The ruins of Peru’s Machu Picchu, 2007. AP Photo/Karel Navarro
Machu Picchu, the Inca palace tucked away in the mountains of Peru, may be a quarter-century older than previously thought. According to a new study published in Antiquity this month, a team of researchers used advanced radiocarbon dating to determine that the site was in use from 1420 to 1530 C.E.
Using accelerator mass spectrometry (AMS) the team was able to date human remains from Machu Picchu with very little surviving organic matter. Testing 26 individuals found in three cemeteries, they established a date range beginning at least as early as 1420. The latest remains date to around the time of the Spanish invasion in the 1530s. That means the site was in use more than 20 years earlier than was previously believed.
This new discovery challenges the long-held belief that Machu Picchu was built after 1440 (and possibly as late as the 1450s). While Machu Picchu is still believed to have been constructed as a royal estate for Emperor Pachacuti, the new results push back the timeframe of his reign and conquests significantly. Until now, Pachacuti’s rise to power was believed to have occurred in 1438, based on historical documents written by Spanish colonial forces after their invasion in the 16th century, but this new study indicates that Pachacuti’s conquest and subsequent ascension to the throne occurred decades before the long-accepted historical record had accounted for.
Pachacuti, whose name means “reformer of the world” in Quechua, an Indigenous language of the region, was not initially supposed to take the throne. His brother was chosen to rule by their father Viracocha but, after a decisive military victory, he won the favor of the people and rose to power. His conquests expanded the Inca empire from Cuzco to a large region spanning western South America. Pachacuti, in taking control of the city-state, made the Inca one of the most powerful empires on the continent.
In an email to ARTnews, Yale professor Richard Burger, who was the lead author on the study, explained the consequences of Pachacuti’s “winter palace” being older than expected: “There is widespread consensus that Pachacuti was responsible for the first wave of conquests that formed the core of the Inca empire, so establishing that they begun at least two decades earlier than previously thought is a significant find.”
Burger notes that our understanding of the Inca empire has been based on contradictory historical accounts. “Machu Picchu is among the most famous archaeological sites in the world,” he said in a statement. Yet, “this is the first study based on scientific evidence to provide an estimate for the founding of Machu Picchu and the length of its occupation.” He believes it’s time to reconsider our reliance on accounts written by invading forces, explaining, “Modern radiocarbon methods provide a better foundation for understanding Inca chronology than [colonial] records.” Since 1945, scholars have relied primarily on an “absolute chronology” of the Inca period, based on historical records, by American archaeologist John Rowe.
Meaning “old mountain” in Quechua, Machu Picchu was built and inhabited by the Incas, and remained hidden from the rest of the world for centuries. Steep mountain slopes provide a natural inaccessibility to the site, with access only possible from one side, accompanied by a dry moat that was used to make the palace virtually impenetrable. Despite these fortifications, Machu Picchu was abandoned by the Incas around the time the Spanish began their conquests.
In its original design, Machu Picchu would have been a place “where the royal family and their guests could escape the pressures of the capital in Cuzco and engage in recreational activities such as banqueting, hunting, and gambling, as well as religious activities associated with the royal family,” write the researchers. Of the few hundred people who lived at Machu Picchu year-round, the majority would have been retainers—specialized craftsmen, artisans, or laborers who were taken from their homelands to serve the empire. Assigned to the royal estate, they would have made the site, according to the researchers, “ethnically diverse and cosmopolitan, and fundamentally different from the agricultural villages in the Cuzco heartland.”
It’s these individuals who were buried at Machu Picchu, along with grave goods such as ceramics, bronze, and silver shawl pins, tweezers, and family heirlooms. Burials were placed under boulders, beneath cliff overhangs, and in shallow caves, and were sealed with clay plaster and rocks. The bone and tooth samples show that they came from a variety of regions, including the north coast, central coast, central highlands, Cuzco, and the Lake Titicaca area.
Machu Picchu comprises about 200 structures, with temples in the upper region and warehouses in the lower region, and separate areas for residences and agricultural production. Famous monuments include the Temple of the Sun, the Intihuatana stone—an astronomical clock based on the winter solstice—and Inti Mach’ay, a cave used for rites of passage. In 1983, Machu Picchu was designated a UNESCO World Heritage Site and attracts millions of visitors each year.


[Assignment]
Make an exact copy of the entries below and leave any picture out of it.

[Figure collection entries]
• • •
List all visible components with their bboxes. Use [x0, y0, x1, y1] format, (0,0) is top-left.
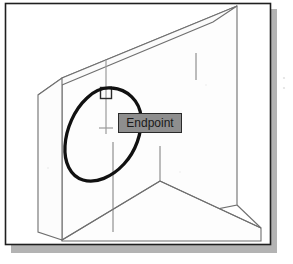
figure-root: Endpoint — [0, 0, 293, 264]
osnap-tooltip-label: Endpoint — [126, 117, 173, 129]
osnap-tooltip: Endpoint — [118, 113, 182, 133]
wall-left-end-face — [38, 78, 62, 240]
• • •
[Your solution]
List all visible components with their bboxes. Use [x0, y0, x1, y1] format, (0,0) is top-left.
figure-root: Endpoint — [0, 0, 293, 264]
osnap-tooltip-label: Endpoint — [126, 117, 173, 129]
osnap-tooltip: Endpoint — [118, 113, 182, 133]
wall-left-end-face — [38, 78, 62, 240]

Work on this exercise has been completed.